The forward-flowing measure of chronological time
In favor of an associative vortex that bends

One’s attention to the whim of the narrator’s relentless
Attentions to assure itself of his goodness. One relates

So absolutely, it’s almost as if I could have written it.
But this self-slippage signals the perforation

That tears me from the text by a clear and indelible margin,
Meaning, even if I could, I wouldn’t.

Meaning, when I read Lerner and feel like his narrator—
Literate, obnoxious, sexually desperate—I do not become

What I can not be—a white man from Kansas,
Privileged with the benefit of the doubt for his

Contextual foreignness, privileged to sit
At the center of a world in which the world

Is accessory to himself. In this position, there is power,
Pleasure, there is purchasing the preview of what

Such privilege bestows. And this is what passes
For the sleight of transposition that permits us

To call it a work of fiction, to call it enough
To just describe what it’s like to live

In the gravitational center of things
That the culture determines you get to be in.

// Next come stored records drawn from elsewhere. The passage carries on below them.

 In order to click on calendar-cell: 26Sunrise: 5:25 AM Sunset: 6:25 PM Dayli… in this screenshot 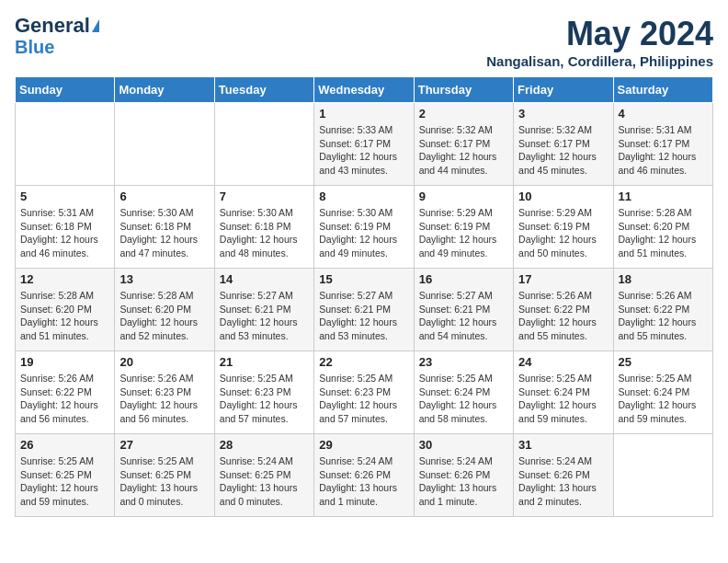, I will do `click(65, 476)`.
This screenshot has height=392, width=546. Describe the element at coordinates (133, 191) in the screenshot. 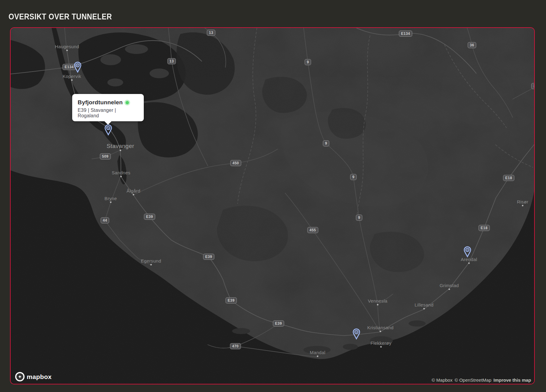

I see `city-label: Ålgård` at that location.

Wherever you go, there you are, assigning your values.
This privilege I refuse because I cannot use it.

 

 

 

MY PROJECT

 

IT WILL ENFOLD EMAILS, JOURNALS, NOTES, PHOTOGRAPHS, AND DREAMS, AND SOME POETRY!

 

ITS SECTIONS SHOULD STAND ALONE THEMATICALLY, BUT INTERLOCK AT KEY VERTICES! IT SHOULD COOLLY EMANATE A SENSE OF EASY CONTINUITY, OF THINGS THAT “HANG TOGETHER”!

 

IT SHOULD SHOW OFF MY LINGUISTIC DEXTERITY IN ITS INVENTIVE COINAGE OF METAPHOR AND ANALOGY WITHOUT DISCLOSING MY SUSPICION OF LANGUAGE (AND BY ASSOCIATION, MYSELF, AS ITS CONDUIT OR AGENT)!

 

IT SHOULD PROPEL YOU THROUGH—LIKE A “LAZY RIVER”, OR INTESTINAL PERISTALSIS!

 

IT SHOULD HAVE A SHAPE LIKE CAVATAPPI—IT SHOULD HOLD ITS SAUCE!

 

I WANT TO TRICK MYSELF INTO DISARMING THE MECHANISMS I USE TO PROTECT MY MOST LOATHSOME, REVOLTING, AND WORST OF ALL, BANAL SECRETS!

 

I WANT TO TALK TO YOU IN FRONT OF ALL THESE PEOPLE, THESE LILYWHITE WOMEN IN LULULEMON IN LINE AT THE JUICE BAR IN THE LOBBY! THE WAY THE SPACE CENTERS THEIR GYM-TRIM BODIES—IN PROSCENIUM, THREE-QUARTER FACE, OPENING TOWARD THE ANTICIPATION OF AUDIENCE!!

 

IT SHOULD EXCITE, EXHAUST, EXASPERATE, REPEAT—LEAVE THEM ELATED, HYSTERICAL, JOLTED, REVOLTED!

 

 

 

God is in the TV is an online music and culture fanzine founded in Cardiff by the editor Bill Cummings in 2003. GIITTV Bill has developed the site with the aid of a team of sub-editors and writers from across Britain, covering a wide range of music from unsigned and independent artists to major releases.